The World Wide Web Is Announced to the Public
Tim Berners-Lee's first website had already been running quietly at CERN since December 1990. In August 1991, he posted a public invitation to collaborate — the moment the web actually became something the wider world could join.
On August 6, 1991, Tim Berners-Lee posted a public message to the Usenet newsgroup alt.hypertext, inviting outside collaboration on his World Wide Web project — the moment the web transitioned from an internal CERN tool into something the broader internet community could actually discover and build on.
The website already existed before this announcement
The first website itself, describing the WorldWideWeb project, had gone live earlier, on December 20, 1990, hosted on CERN’s internal network at the address that would become http://info.cern.ch. For roughly eight months, it existed and functioned without being publicly announced beyond CERN itself.
Why the August 1991 announcement is the date usually cited as “the web’s public debut”
Because the site’s existence prior to August 1991 was effectively invisible outside CERN, the Usenet announcement functions as the practical starting point most historians point to when dating the web’s actual public availability — the underlying software and server had existed for months already, but almost no one outside the original project knew about it until this specific post.
What Berners-Lee’s project actually proposed
The World Wide Web, as originally conceived, combined hypertext (clickable links between documents) with the existing internet’s networking infrastructure — a combination that wasn’t itself a new invention of internet infrastructure (which, per ARPANET’s TCP/IP transition years earlier, already existed), but a new application layer built on top of it.
Why this distinction between “invented” and “existing infrastructure” matters
The Web is frequently, and inaccurately, conflated with “the internet” itself in casual usage — but the internet as a networking layer had existed for years before Berners-Lee’s project, which specifically added the hypertext-and-browser application layer that made the underlying network usable for ordinary document browsing and linking, rather than only for specialized research applications.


◆ What the task asks: Could you restate every entry word for word, leaving the pictures out?

-- Provided records follows --

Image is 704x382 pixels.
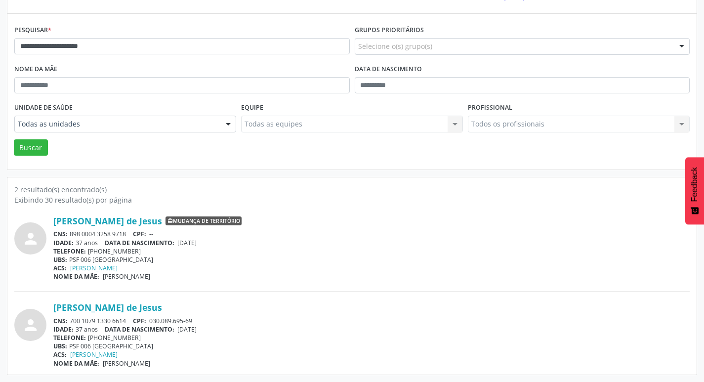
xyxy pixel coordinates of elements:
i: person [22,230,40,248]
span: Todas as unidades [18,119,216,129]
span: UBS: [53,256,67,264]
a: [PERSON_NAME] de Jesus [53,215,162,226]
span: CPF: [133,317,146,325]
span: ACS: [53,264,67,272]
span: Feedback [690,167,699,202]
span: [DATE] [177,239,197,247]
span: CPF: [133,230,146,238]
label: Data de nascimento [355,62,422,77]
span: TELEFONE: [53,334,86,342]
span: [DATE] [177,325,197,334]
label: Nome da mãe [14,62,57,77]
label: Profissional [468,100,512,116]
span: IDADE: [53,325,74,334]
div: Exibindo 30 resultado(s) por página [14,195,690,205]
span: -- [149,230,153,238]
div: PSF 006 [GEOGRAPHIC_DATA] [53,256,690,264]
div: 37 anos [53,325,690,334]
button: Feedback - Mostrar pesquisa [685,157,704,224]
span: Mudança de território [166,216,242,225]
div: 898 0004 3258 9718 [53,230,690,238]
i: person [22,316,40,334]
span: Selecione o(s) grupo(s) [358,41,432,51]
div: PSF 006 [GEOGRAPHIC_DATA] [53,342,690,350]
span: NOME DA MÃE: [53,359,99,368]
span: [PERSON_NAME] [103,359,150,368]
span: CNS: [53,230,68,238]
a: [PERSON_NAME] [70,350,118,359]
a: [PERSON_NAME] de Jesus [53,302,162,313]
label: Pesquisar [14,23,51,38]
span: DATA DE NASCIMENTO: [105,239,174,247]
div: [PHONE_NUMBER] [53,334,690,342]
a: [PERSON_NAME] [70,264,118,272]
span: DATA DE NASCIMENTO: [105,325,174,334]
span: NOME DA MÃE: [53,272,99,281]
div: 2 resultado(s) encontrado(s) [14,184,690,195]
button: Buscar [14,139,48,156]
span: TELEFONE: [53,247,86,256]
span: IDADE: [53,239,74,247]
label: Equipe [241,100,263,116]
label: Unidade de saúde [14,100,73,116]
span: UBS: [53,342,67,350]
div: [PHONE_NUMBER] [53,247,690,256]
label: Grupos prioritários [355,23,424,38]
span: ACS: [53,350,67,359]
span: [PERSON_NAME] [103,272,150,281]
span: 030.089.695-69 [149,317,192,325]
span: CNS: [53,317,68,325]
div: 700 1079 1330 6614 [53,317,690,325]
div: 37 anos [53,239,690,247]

-- Provided records concluded --

◆ Output for this task:
Image is 704x382 pixels.
xyxy pixel coordinates of elements:
i: person [22,230,40,248]
span: Todas as unidades [18,119,216,129]
span: UBS: [53,256,67,264]
a: [PERSON_NAME] de Jesus [53,215,162,226]
span: CPF: [133,317,146,325]
span: ACS: [53,264,67,272]
span: Feedback [690,167,699,202]
span: [DATE] [177,239,197,247]
span: CPF: [133,230,146,238]
label: Data de nascimento [355,62,422,77]
span: TELEFONE: [53,334,86,342]
span: [DATE] [177,325,197,334]
label: Nome da mãe [14,62,57,77]
label: Profissional [468,100,512,116]
span: IDADE: [53,325,74,334]
div: Exibindo 30 resultado(s) por página [14,195,690,205]
span: -- [149,230,153,238]
div: PSF 006 [GEOGRAPHIC_DATA] [53,256,690,264]
div: 37 anos [53,325,690,334]
button: Feedback - Mostrar pesquisa [685,157,704,224]
span: Mudança de território [166,216,242,225]
div: 898 0004 3258 9718 [53,230,690,238]
i: person [22,316,40,334]
span: Selecione o(s) grupo(s) [358,41,432,51]
div: PSF 006 [GEOGRAPHIC_DATA] [53,342,690,350]
span: NOME DA MÃE: [53,359,99,368]
span: [PERSON_NAME] [103,359,150,368]
span: CNS: [53,230,68,238]
a: [PERSON_NAME] [70,350,118,359]
a: [PERSON_NAME] de Jesus [53,302,162,313]
label: Pesquisar [14,23,51,38]
span: DATA DE NASCIMENTO: [105,239,174,247]
div: [PHONE_NUMBER] [53,334,690,342]
a: [PERSON_NAME] [70,264,118,272]
span: DATA DE NASCIMENTO: [105,325,174,334]
span: NOME DA MÃE: [53,272,99,281]
div: 2 resultado(s) encontrado(s) [14,184,690,195]
button: Buscar [14,139,48,156]
span: TELEFONE: [53,247,86,256]
span: IDADE: [53,239,74,247]
label: Equipe [241,100,263,116]
label: Unidade de saúde [14,100,73,116]
span: UBS: [53,342,67,350]
div: [PHONE_NUMBER] [53,247,690,256]
label: Grupos prioritários [355,23,424,38]
span: ACS: [53,350,67,359]
span: [PERSON_NAME] [103,272,150,281]
span: 030.089.695-69 [149,317,192,325]
span: CNS: [53,317,68,325]
div: 700 1079 1330 6614 [53,317,690,325]
div: 37 anos [53,239,690,247]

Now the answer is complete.